“The duty of the disciple is to be silent and listen” (Rule of Saint Benedict, VI). So reads one of the most well-known passages of the Holy Rule, which over the centuries has shaped the life of entire monastic generations. But what does it really mean to be silent? Why is silence so central to the spiritual life, and particularly to the monastic vocation?
Today, silence is perhaps the most misunderstood and most feared virtue. It is mistaken for emptiness, for absence, for sterility. But true silence is the opposite of nothingness: it is fullness, pregnant with Presence. It is the womb in which the Word of God can truly be conceived, guarded, and heard. In the Rule, Benedict does not prescribe a rigid or anxious silence, but a watchful silence, full of attentiveness, open to mystery. It is a way of being, not a technique. It is the posture of the heart, made receptive, available, ready to obey.
As Benedict XVI writes in Verbum Domini, silence is a constitutive part of revelation: “The Word falls silent, becomes mortal silence, for it has ‘spoken’ itself to the point of silence, withholding nothing of what it had to communicate to us. Evocatively, the Church Fathers, contemplating this mystery, place upon the lips of the Mother of God this expression: ‘Speechless is the Word of the Father, who made every creature that speaks; lifeless are the eyes of Him whose word and nod bring all to life’” (n. 12). On the Cross, God is silent. But it is not the silence of absence. It is the fulfilment of Love, which speaks to the very end and gives itself completely.
The monk is silent, as Mary is silent beneath the Cross, as Christ is silent in Gethsemane, as God is silent before Job. That silence is a lofty word, the mystery that educates us to the ultimate truth: nothing can be truly heard without silence. Nothing can be truly loved without silence. Nothing can be truly generated without silence. We live immersed in noise. But perhaps it is precisely the noise – of voices, notifications, urgencies – that becomes our way of fleeing the radical question: where are you? Where are we, truly? At what point in the journey, in what corner of the heart?
It is the same question that Alessandro D’Avenia recognizes in the pregnant silence of the film The Tree of Life, where a grieving mother questions God about the death of her child. The answer is not an explanation, but a vision: creation in its beauty, from the vastness of galaxies to the fragility of cells. D’Avenia writes: “Pain generated the question, which forces God to answer with His credentials by showing that He has not ceased to care for creation […] beauty is the bulwark placed against nothingness and evil.”
This is also the meaning of monastic silence: not a refusal of words, but an exercise in presence. To be silent in order to inhabit, to guard, to listen. It is the same silence Jesus sought when He withdrew to pray in solitary places. It is the silence of intimacy with the Father, deeper than any word. But there is also another silence, more difficult: the silence of God. When prayer seems useless, when the cry brings no answer. Like Jesus on the Cross: “My God, my God, why have you forsaken me?” That silence is not absence, but a threshold. It is there that faith is stripped bare, and man stops using God as a shield and begins to let himself be converted by Him.
Job experienced it: he spoke, he protested, he cried out. And in the end, after God’s silence, he was able to say: “Now my eyes see You.” Alessandro D’Avenia understood this and writes in Ultimo Banco: “[God’s] answer gives direction to meaning, inviting us not to use pain as accusation or retreat, and only thus can it become fruitful.” Thus, even in our lives, there are silences to pass through. Silences that do not crush, but purify. That do not take away, but reveal. That offer no easy answers, but return us to ourselves. That is why Saint Benedict insists so much on silence. Not out of love for order, but out of love for Truth. Only in silence does the word not scatter. Only in silence does prayer become fruitful. Only in silence can beauty be recognized.
And perhaps today, more than ever, we need silence. A small space in the heart in which to sit – as D’Avenia suggests – “on an imaginary stool, at the center of a crater on Mars”, and press a key, without having to prove anything. A piano on Mars, a silent beauty that cries out meaning. We don’t need to say more. We need to say less, but with Truth. To be silent not to hide, but to open up. To be silent to let the heart of the heart sing. To be silent to pray. To be silent to live.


Your copy should match the entries exactly, with no images carried over.

Items from a figure collection
--- START ---
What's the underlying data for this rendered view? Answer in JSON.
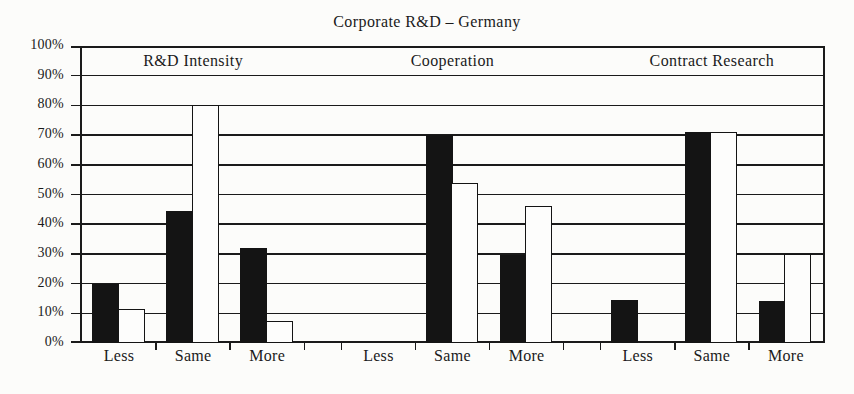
{
  "chart_data": {
    "type": "bar",
    "title": "Corporate R&D – Germany",
    "group_labels": [
      "R&D Intensity",
      "Cooperation",
      "Contract Research"
    ],
    "categories": [
      "Less",
      "Same",
      "More",
      "Less",
      "Same",
      "More",
      "Less",
      "Same",
      "More"
    ],
    "series": [
      {
        "name": "filled-black-bar",
        "color": "#141414",
        "values": [
          20,
          44.5,
          32,
          0,
          70,
          29.5,
          14.5,
          71,
          14
        ]
      },
      {
        "name": "open-white-bar",
        "color": "#fdfdfc",
        "values": [
          11.5,
          80,
          7.5,
          0,
          54,
          46,
          0,
          71,
          30
        ]
      }
    ],
    "xlabel": "",
    "ylabel": "",
    "ylim": [
      0,
      100
    ],
    "y_tick_step": 10,
    "y_tick_labels": [
      "0%",
      "10%",
      "20%",
      "30%",
      "40%",
      "50%",
      "60%",
      "70%",
      "80%",
      "90%",
      "100%"
    ],
    "grid": "horizontal",
    "legend": "none"
  },
  "colors": {
    "ink": "#1a1a1a",
    "paper": "#fcfcfa",
    "bar_fill": "#141414",
    "bar_open_fill": "#fdfdfc"
  }
}
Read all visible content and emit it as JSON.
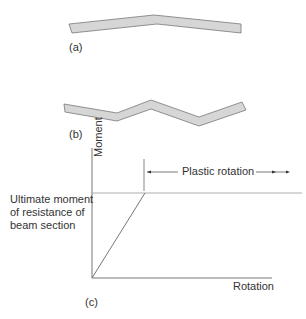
{
  "figure": {
    "panel_a": {
      "label": "(a)"
    },
    "panel_b": {
      "label": "(b)"
    },
    "panel_c": {
      "label": "(c)",
      "y_axis_label": "Moment",
      "x_axis_label": "Rotation",
      "ultimate_moment_label": [
        "Ultimate moment",
        "of resistance of",
        "beam section"
      ],
      "plastic_rotation_label": "Plastic rotation"
    }
  },
  "colors": {
    "beam_fill": "#d6d6d6",
    "beam_stroke": "#777777",
    "line": "#777777",
    "text": "#333333"
  }
}
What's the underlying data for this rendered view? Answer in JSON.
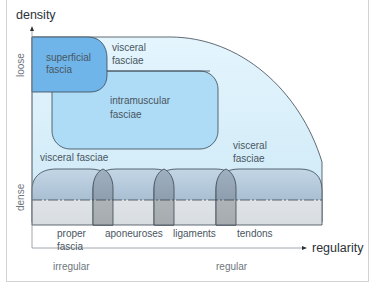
{
  "diagram": {
    "type": "fascia-classification",
    "axes": {
      "y": {
        "title": "density",
        "low": "dense",
        "high": "loose"
      },
      "x": {
        "title": "regularity",
        "low": "irregular",
        "high": "regular"
      }
    },
    "regions": {
      "superficial_fascia": [
        "superficial",
        "fascia"
      ],
      "visceral_fasciae_top": [
        "visceral",
        "fasciae"
      ],
      "intramuscular_fasciae": [
        "intramuscular",
        "fasciae"
      ],
      "visceral_fasciae_left": "visceral fasciae",
      "visceral_fasciae_right": [
        "visceral",
        "fasciae"
      ]
    },
    "dense_categories": [
      {
        "line1": "proper",
        "line2": "fascia"
      },
      {
        "line1": "aponeuroses",
        "line2": ""
      },
      {
        "line1": "ligaments",
        "line2": ""
      },
      {
        "line1": "tendons",
        "line2": ""
      }
    ],
    "colors": {
      "loose_area": "#d9f0fb",
      "intramuscular": "#aedcf6",
      "superficial": "#6fb5ea",
      "dense_band_top": "#b9cfe0",
      "dense_band_bottom": "#dde2e6",
      "overlap": "#9aa6b0",
      "outline": "#3b4650"
    }
  }
}
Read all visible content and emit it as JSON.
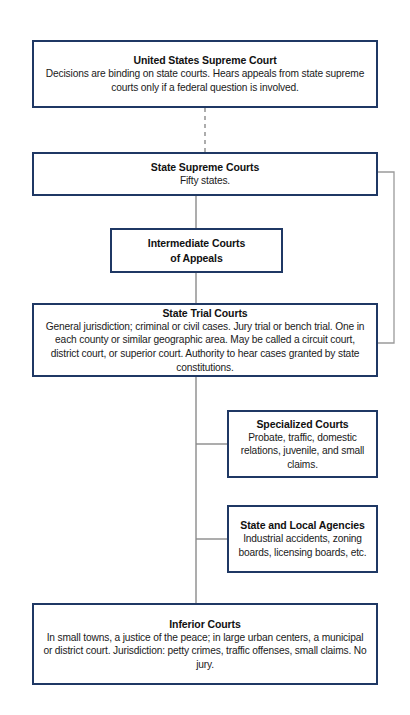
{
  "diagram": {
    "colors": {
      "box_border": "#1f3864",
      "connector_solid": "#7f7f7f",
      "connector_dashed": "#7f7f7f",
      "background": "#ffffff",
      "text": "#1a1a1a"
    },
    "nodes": [
      {
        "id": "us-supreme",
        "title": "United States Supreme Court",
        "body": "Decisions are binding on state courts. Hears appeals from state supreme courts only if a federal question is involved."
      },
      {
        "id": "state-supreme",
        "title": "State Supreme Courts",
        "body": "Fifty states."
      },
      {
        "id": "intermediate",
        "title": "Intermediate Courts",
        "title_line2": "of Appeals",
        "body": ""
      },
      {
        "id": "state-trial",
        "title": "State Trial Courts",
        "body": "General jurisdiction; criminal or civil cases. Jury trial or bench trial. One in each county or similar geographic area. May be called a circuit court, district court, or superior court. Authority to hear cases granted by state constitutions."
      },
      {
        "id": "specialized",
        "title": "Specialized Courts",
        "body": "Probate, traffic, domestic relations, juvenile, and small claims."
      },
      {
        "id": "agencies",
        "title": "State and Local Agencies",
        "body": "Industrial accidents, zoning boards, licensing boards, etc."
      },
      {
        "id": "inferior",
        "title": "Inferior Courts",
        "body": "In small towns, a justice of the peace; in large urban centers, a municipal or district court. Jurisdiction: petty crimes, traffic offenses, small claims. No jury."
      }
    ],
    "connectors": [
      {
        "id": "us-to-state-supreme",
        "style": "dashed",
        "from": "us-supreme",
        "to": "state-supreme"
      },
      {
        "id": "state-supreme-to-intermediate",
        "style": "solid",
        "from": "state-supreme",
        "to": "intermediate"
      },
      {
        "id": "intermediate-to-state-trial",
        "style": "solid",
        "from": "intermediate",
        "to": "state-trial"
      },
      {
        "id": "state-supreme-bypass-to-state-trial",
        "style": "solid-right-bypass",
        "from": "state-supreme",
        "to": "state-trial"
      },
      {
        "id": "state-trial-to-specialized",
        "style": "solid-branch",
        "from": "state-trial",
        "to": "specialized"
      },
      {
        "id": "state-trial-to-agencies",
        "style": "solid-branch",
        "from": "state-trial",
        "to": "agencies"
      },
      {
        "id": "state-trial-to-inferior",
        "style": "solid",
        "from": "state-trial",
        "to": "inferior"
      }
    ]
  }
}
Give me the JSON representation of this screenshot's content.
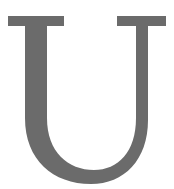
{
  "glyph": {
    "character": "U",
    "style": "serif",
    "fill_color": "#6b6b6b",
    "background_color": "#ffffff"
  }
}
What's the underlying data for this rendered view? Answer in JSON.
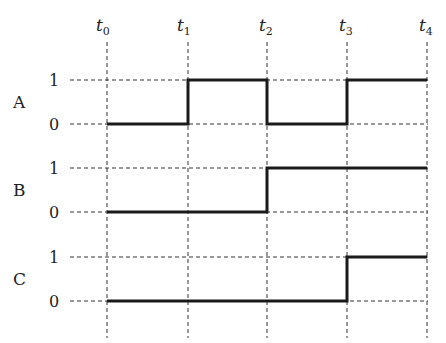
{
  "diagram": {
    "type": "timing-diagram",
    "time_labels": [
      {
        "base": "t",
        "sub": "0"
      },
      {
        "base": "t",
        "sub": "1"
      },
      {
        "base": "t",
        "sub": "2"
      },
      {
        "base": "t",
        "sub": "3"
      },
      {
        "base": "t",
        "sub": "4"
      }
    ],
    "signals": [
      {
        "name": "A",
        "high_label": "1",
        "low_label": "0",
        "levels": [
          0,
          1,
          0,
          1
        ]
      },
      {
        "name": "B",
        "high_label": "1",
        "low_label": "0",
        "levels": [
          0,
          0,
          1,
          1
        ]
      },
      {
        "name": "C",
        "high_label": "1",
        "low_label": "0",
        "levels": [
          0,
          0,
          0,
          1
        ]
      }
    ],
    "colors": {
      "wave": "#1a1a1a",
      "grid": "#333333",
      "text": "#222222"
    }
  }
}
--- END ---
* **Task answer**:
What's the underlying data for this rendered view? Answer in JSON.
{
  "chart_data": {
    "type": "bar",
    "title": "Corporate R&D – Germany",
    "group_labels": [
      "R&D Intensity",
      "Cooperation",
      "Contract Research"
    ],
    "categories": [
      "Less",
      "Same",
      "More",
      "Less",
      "Same",
      "More",
      "Less",
      "Same",
      "More"
    ],
    "series": [
      {
        "name": "filled-black-bar",
        "color": "#141414",
        "values": [
          20,
          44.5,
          32,
          0,
          70,
          29.5,
          14.5,
          71,
          14
        ]
      },
      {
        "name": "open-white-bar",
        "color": "#fdfdfc",
        "values": [
          11.5,
          80,
          7.5,
          0,
          54,
          46,
          0,
          71,
          30
        ]
      }
    ],
    "xlabel": "",
    "ylabel": "",
    "ylim": [
      0,
      100
    ],
    "y_tick_step": 10,
    "y_tick_labels": [
      "0%",
      "10%",
      "20%",
      "30%",
      "40%",
      "50%",
      "60%",
      "70%",
      "80%",
      "90%",
      "100%"
    ],
    "grid": "horizontal",
    "legend": "none"
  },
  "colors": {
    "ink": "#1a1a1a",
    "paper": "#fcfcfa",
    "bar_fill": "#141414",
    "bar_open_fill": "#fdfdfc"
  }
}
Read all visible content and emit it as JSON.
{
  "figure": {
    "panel_a": {
      "label": "(a)"
    },
    "panel_b": {
      "label": "(b)"
    },
    "panel_c": {
      "label": "(c)",
      "y_axis_label": "Moment",
      "x_axis_label": "Rotation",
      "ultimate_moment_label": [
        "Ultimate moment",
        "of resistance of",
        "beam section"
      ],
      "plastic_rotation_label": "Plastic rotation"
    }
  },
  "colors": {
    "beam_fill": "#d6d6d6",
    "beam_stroke": "#777777",
    "line": "#777777",
    "text": "#333333"
  }
}
What's the underlying data for this rendered view? Answer in JSON.
{
  "diagram": {
    "type": "fascia-classification",
    "axes": {
      "y": {
        "title": "density",
        "low": "dense",
        "high": "loose"
      },
      "x": {
        "title": "regularity",
        "low": "irregular",
        "high": "regular"
      }
    },
    "regions": {
      "superficial_fascia": [
        "superficial",
        "fascia"
      ],
      "visceral_fasciae_top": [
        "visceral",
        "fasciae"
      ],
      "intramuscular_fasciae": [
        "intramuscular",
        "fasciae"
      ],
      "visceral_fasciae_left": "visceral fasciae",
      "visceral_fasciae_right": [
        "visceral",
        "fasciae"
      ]
    },
    "dense_categories": [
      {
        "line1": "proper",
        "line2": "fascia"
      },
      {
        "line1": "aponeuroses",
        "line2": ""
      },
      {
        "line1": "ligaments",
        "line2": ""
      },
      {
        "line1": "tendons",
        "line2": ""
      }
    ],
    "colors": {
      "loose_area": "#d9f0fb",
      "intramuscular": "#aedcf6",
      "superficial": "#6fb5ea",
      "dense_band_top": "#b9cfe0",
      "dense_band_bottom": "#dde2e6",
      "overlap": "#9aa6b0",
      "outline": "#3b4650"
    }
  }
}
Read all visible content and emit it as JSON.
{
  "diagram": {
    "colors": {
      "box_border": "#1f3864",
      "connector_solid": "#7f7f7f",
      "connector_dashed": "#7f7f7f",
      "background": "#ffffff",
      "text": "#1a1a1a"
    },
    "nodes": [
      {
        "id": "us-supreme",
        "title": "United States Supreme Court",
        "body": "Decisions are binding on state courts. Hears appeals from state supreme courts only if a federal question is involved."
      },
      {
        "id": "state-supreme",
        "title": "State Supreme Courts",
        "body": "Fifty states."
      },
      {
        "id": "intermediate",
        "title": "Intermediate Courts",
        "title_line2": "of Appeals",
        "body": ""
      },
      {
        "id": "state-trial",
        "title": "State Trial Courts",
        "body": "General jurisdiction; criminal or civil cases. Jury trial or bench trial. One in each county or similar geographic area. May be called a circuit court, district court, or superior court. Authority to hear cases granted by state constitutions."
      },
      {
        "id": "specialized",
        "title": "Specialized Courts",
        "body": "Probate, traffic, domestic relations, juvenile, and small claims."
      },
      {
        "id": "agencies",
        "title": "State and Local Agencies",
        "body": "Industrial accidents, zoning boards, licensing boards, etc."
      },
      {
        "id": "inferior",
        "title": "Inferior Courts",
        "body": "In small towns, a justice of the peace; in large urban centers, a municipal or district court. Jurisdiction: petty crimes, traffic offenses, small claims. No jury."
      }
    ],
    "connectors": [
      {
        "id": "us-to-state-supreme",
        "style": "dashed",
        "from": "us-supreme",
        "to": "state-supreme"
      },
      {
        "id": "state-supreme-to-intermediate",
        "style": "solid",
        "from": "state-supreme",
        "to": "intermediate"
      },
      {
        "id": "intermediate-to-state-trial",
        "style": "solid",
        "from": "intermediate",
        "to": "state-trial"
      },
      {
        "id": "state-supreme-bypass-to-state-trial",
        "style": "solid-right-bypass",
        "from": "state-supreme",
        "to": "state-trial"
      },
      {
        "id": "state-trial-to-specialized",
        "style": "solid-branch",
        "from": "state-trial",
        "to": "specialized"
      },
      {
        "id": "state-trial-to-agencies",
        "style": "solid-branch",
        "from": "state-trial",
        "to": "agencies"
      },
      {
        "id": "state-trial-to-inferior",
        "style": "solid",
        "from": "state-trial",
        "to": "inferior"
      }
    ]
  }
}
Give me the JSON representation of this screenshot's content.
{
  "glyph": {
    "character": "U",
    "style": "serif",
    "fill_color": "#6b6b6b",
    "background_color": "#ffffff"
  }
}
What's the underlying data for this rendered view? Answer in JSON.
{
  "diagram": {
    "type": "timing-diagram",
    "time_labels": [
      {
        "base": "t",
        "sub": "0"
      },
      {
        "base": "t",
        "sub": "1"
      },
      {
        "base": "t",
        "sub": "2"
      },
      {
        "base": "t",
        "sub": "3"
      },
      {
        "base": "t",
        "sub": "4"
      }
    ],
    "signals": [
      {
        "name": "A",
        "high_label": "1",
        "low_label": "0",
        "levels": [
          0,
          1,
          0,
          1
        ]
      },
      {
        "name": "B",
        "high_label": "1",
        "low_label": "0",
        "levels": [
          0,
          0,
          1,
          1
        ]
      },
      {
        "name": "C",
        "high_label": "1",
        "low_label": "0",
        "levels": [
          0,
          0,
          0,
          1
        ]
      }
    ],
    "colors": {
      "wave": "#1a1a1a",
      "grid": "#333333",
      "text": "#222222"
    }
  }
}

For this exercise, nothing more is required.